_WHAT YOU SHOULD DO_
Exactly as they appear, print the line with "is (1167, 656)." and each line after it through the end of the entries below; leave out pictures.

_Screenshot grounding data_
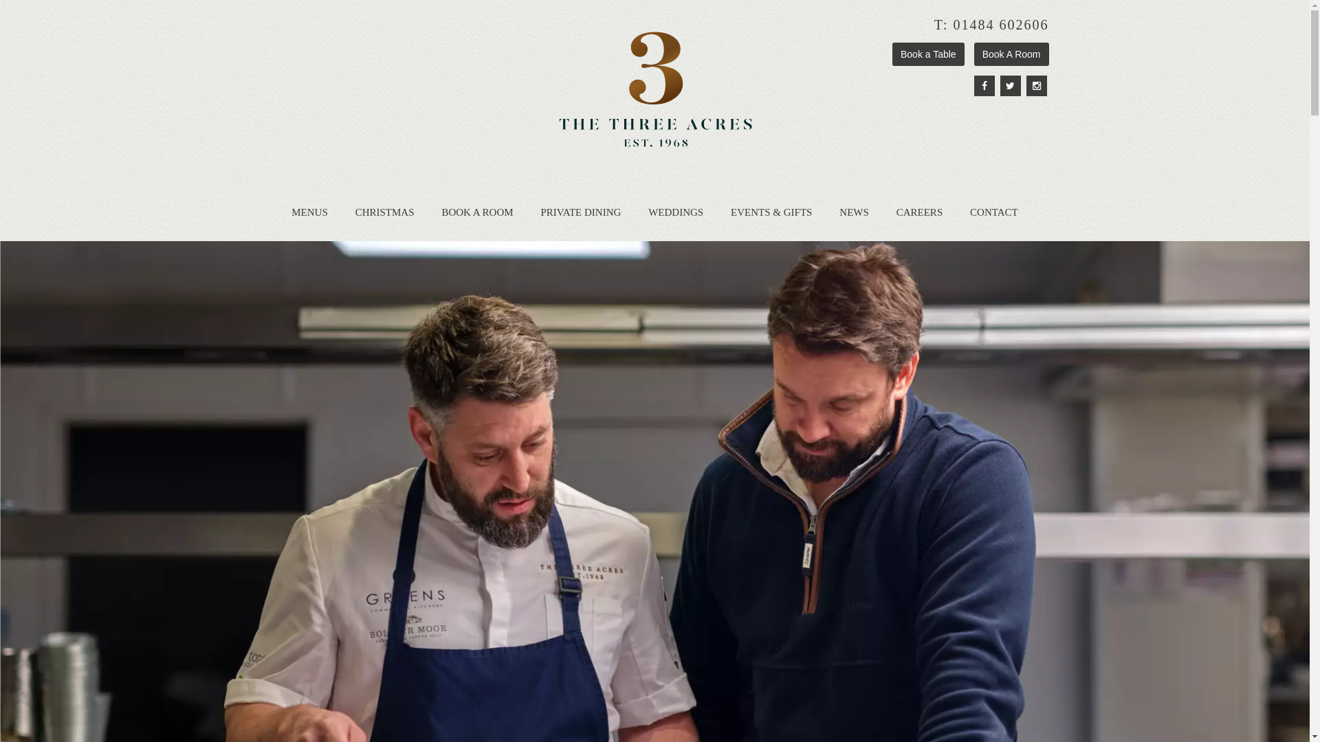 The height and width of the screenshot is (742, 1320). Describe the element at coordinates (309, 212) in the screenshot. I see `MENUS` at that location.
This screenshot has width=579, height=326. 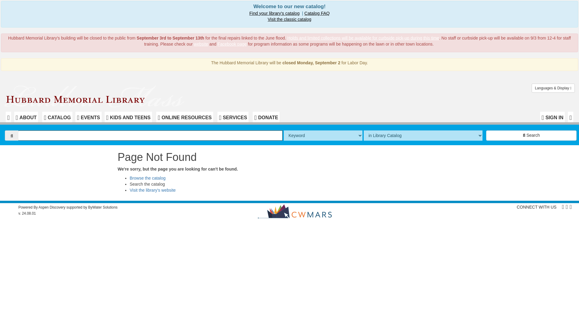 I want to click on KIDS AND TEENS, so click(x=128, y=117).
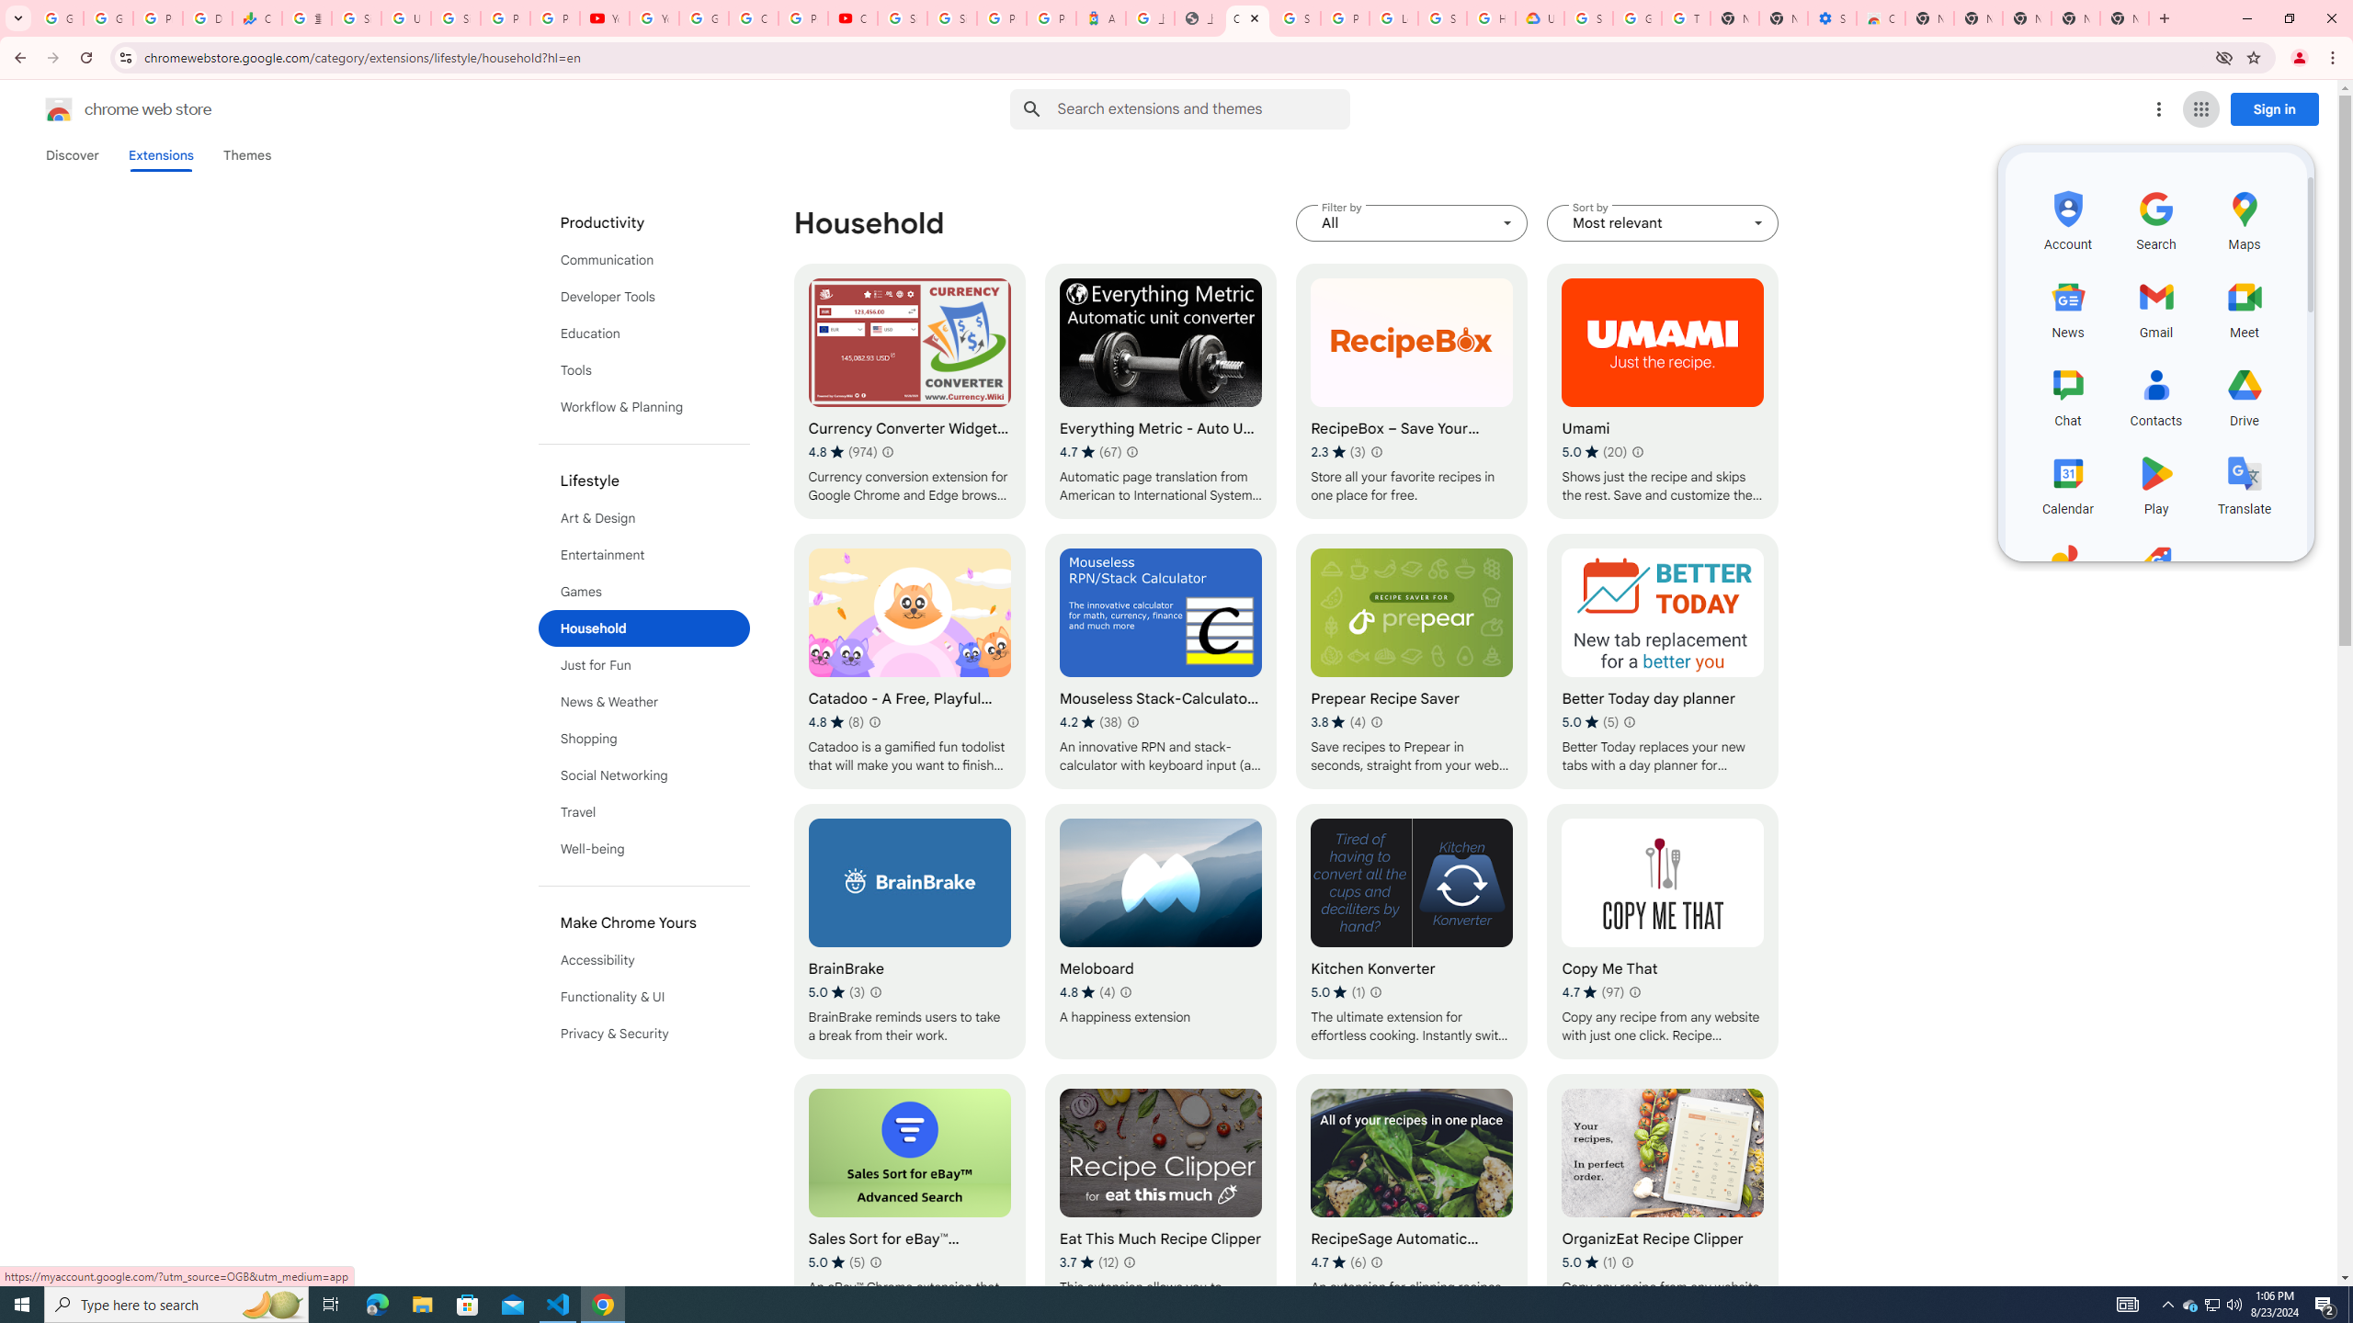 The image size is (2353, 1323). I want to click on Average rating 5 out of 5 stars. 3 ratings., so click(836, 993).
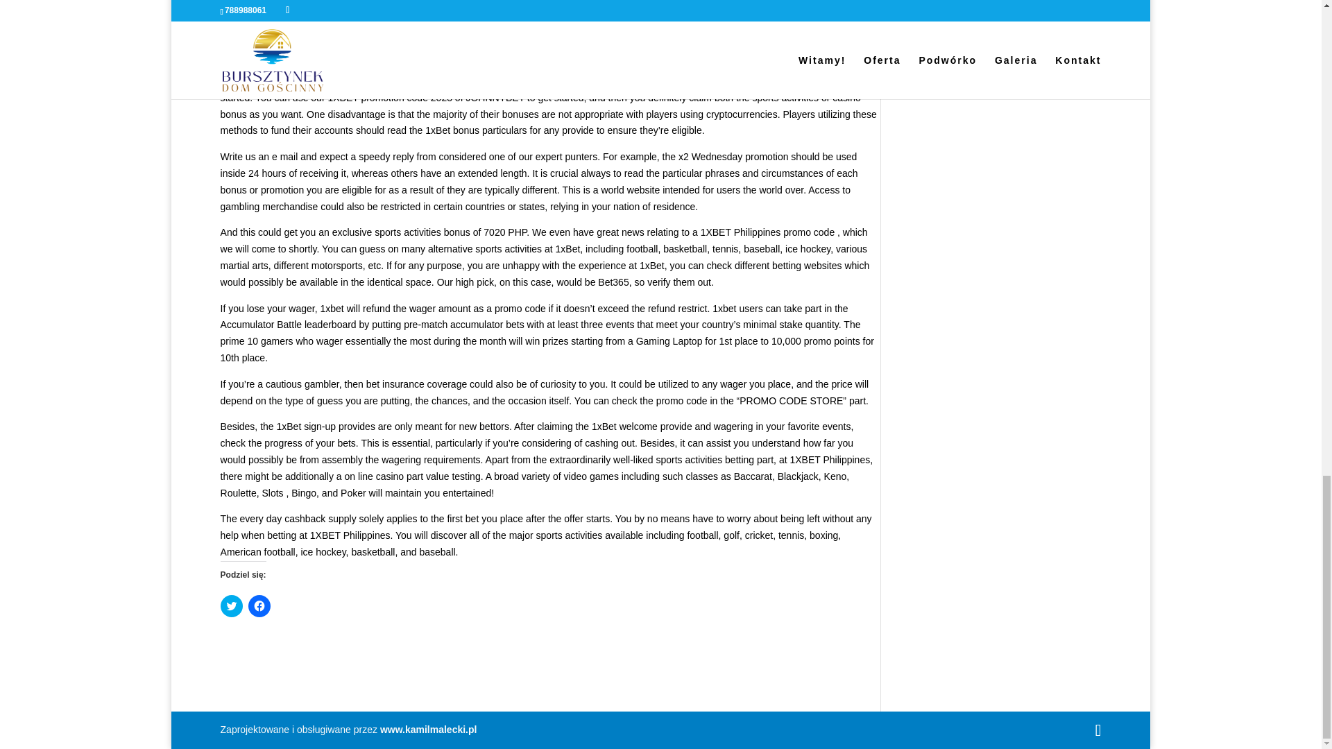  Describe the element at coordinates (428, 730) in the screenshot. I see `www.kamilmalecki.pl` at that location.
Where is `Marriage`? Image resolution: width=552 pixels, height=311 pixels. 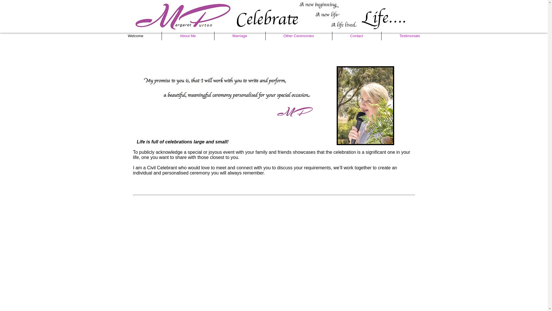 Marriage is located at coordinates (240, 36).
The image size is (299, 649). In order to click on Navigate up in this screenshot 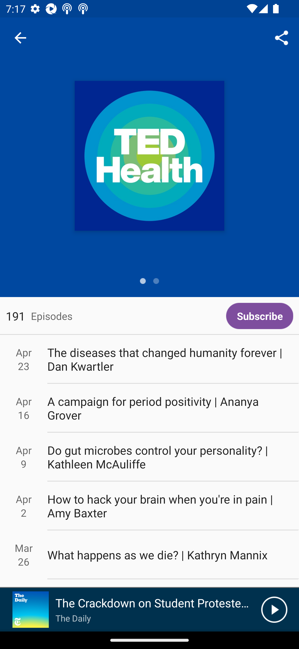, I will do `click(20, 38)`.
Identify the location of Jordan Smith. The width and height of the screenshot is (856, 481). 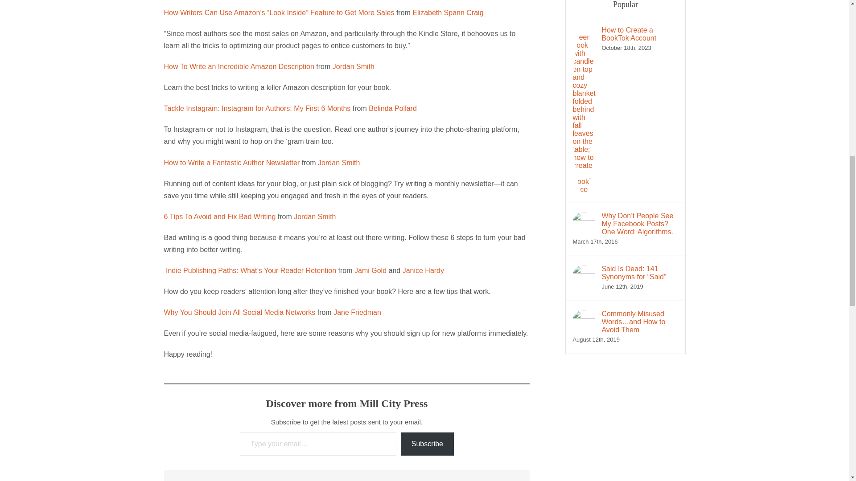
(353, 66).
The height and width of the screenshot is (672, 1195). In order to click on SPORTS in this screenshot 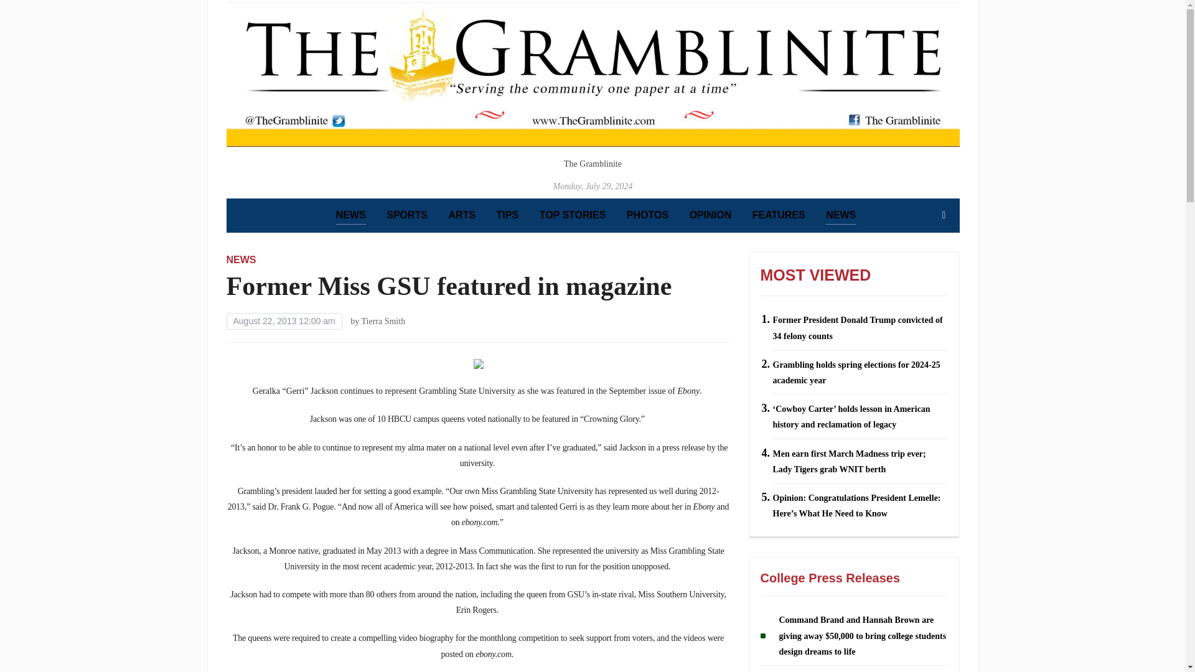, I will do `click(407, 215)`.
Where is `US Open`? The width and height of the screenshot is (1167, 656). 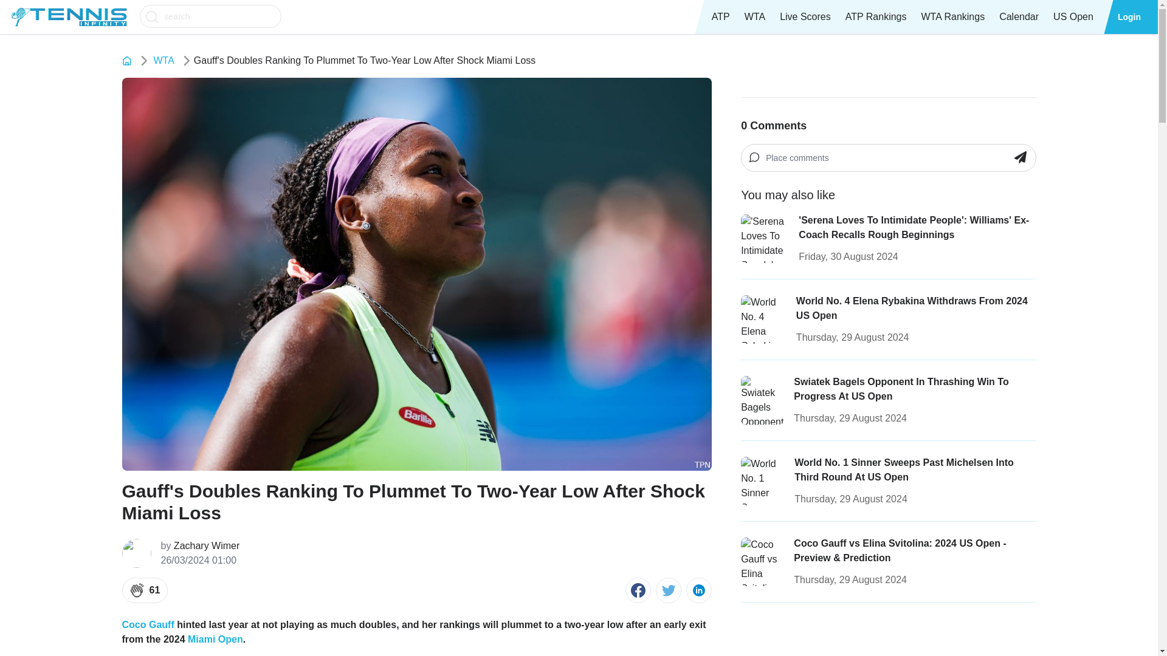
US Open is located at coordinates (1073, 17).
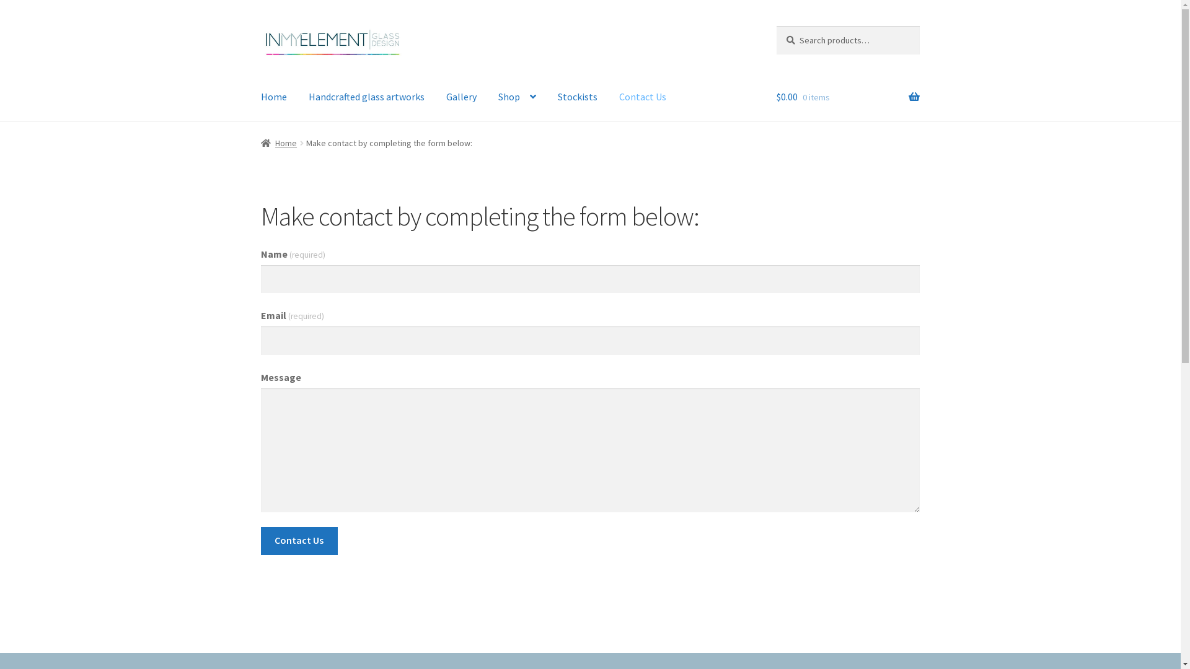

_RESPONSE_
Where is `US Open`? The width and height of the screenshot is (1167, 656). 
US Open is located at coordinates (1073, 17).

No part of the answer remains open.